Thursday, January 3, 2019

CLASS OF ’74 (1972) ** ½


The plot of Class of ’74 is simple:  Three free-spirited, uninhibited, sexually liberated college girls take a virginal friend under their wing and show her the various ways to make sweet love.  What’s refreshing about it is how progressive it is.  There’s no slut-shaming here.  The characters champion each other’s sexual conquests as long as they’re happy and having fun with what (and who) they’re doing.  (Of course, if they didn’t, the movie would’ve been a heck of a lot shorter.)  

The positive reinforcement of advocating for a healthy and active sex life is done in a fun and freewheeling way and there’s no heavy moralizing to drag things down.  It’s especially progressive when it comes to portraying its gay characters.  (There’s a scene involving a man being seduced in a locker room by his gym teacher.)  Although there’s nothing explicit, it probably came as a shock to the (straight male) audience at the time of release.

Even though its attitude towards sex is progressive, the film itself is dated as all get out, but in a good way.  There are a lot of romantic interludes and montages (including one in which a character imagines herself as Eve in the garden of Eden) that almost look like something out of a ‘70s television commercial.  The gaudy fashions and outdated slang (“Let it all hang out!”) is good for a laugh too.

Just when the film builds up momentum, it dovetails into overlong flashbacks that mostly act as padding.  Some of these side trips work (like a jaunt down the Sunset Strip) while others flounder. The escapades become increasingly inconsistent as the film goes on too.  The problem is many end abruptly and/or just when they begin to gain some traction (like when Barbara Caron becomes acquainted with a rich married couple), which is frustrating.

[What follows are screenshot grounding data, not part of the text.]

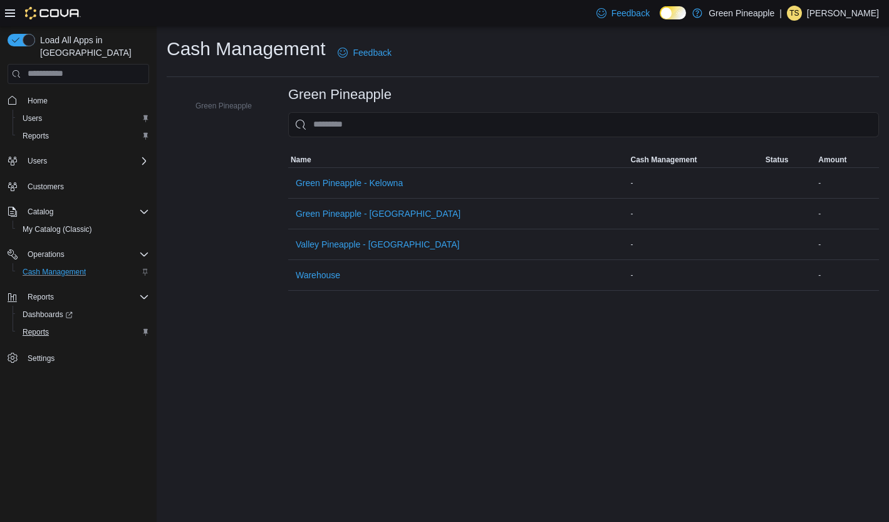 The height and width of the screenshot is (522, 889). What do you see at coordinates (458, 160) in the screenshot?
I see `button: Name` at bounding box center [458, 160].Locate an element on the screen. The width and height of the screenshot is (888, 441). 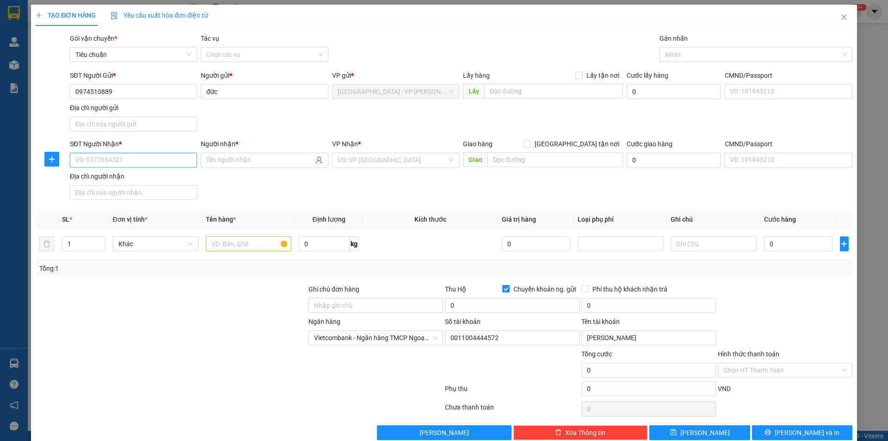
span: Đơn vị tính is located at coordinates (130, 219).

I initially chalked up Class of ‘74’s choppy, sloppy narrative to the time period.  (After all, 1972 is the year when the ‘60s REALLY ended.)  As it turns out, it has more to do with how it was cobbled together.  Director Arthur (J.D.’s Revenge) Marks took a hippie skin flick called Gabriella, Gabriella and added new footage to release it on a double bill with his picture The Roommates featuring that film’s stars Marki Bey and Pat Woodell playing the same characters.  He also added additional scenes of Caron in there too, so in effect, it’s a sequel to BOTH films while still being heavily padded with old footage from Gabriella Gabriella.  Confused?  If anything, you have to give Marks credit.  He was doing the whole “shared universe” thing long before Marvel.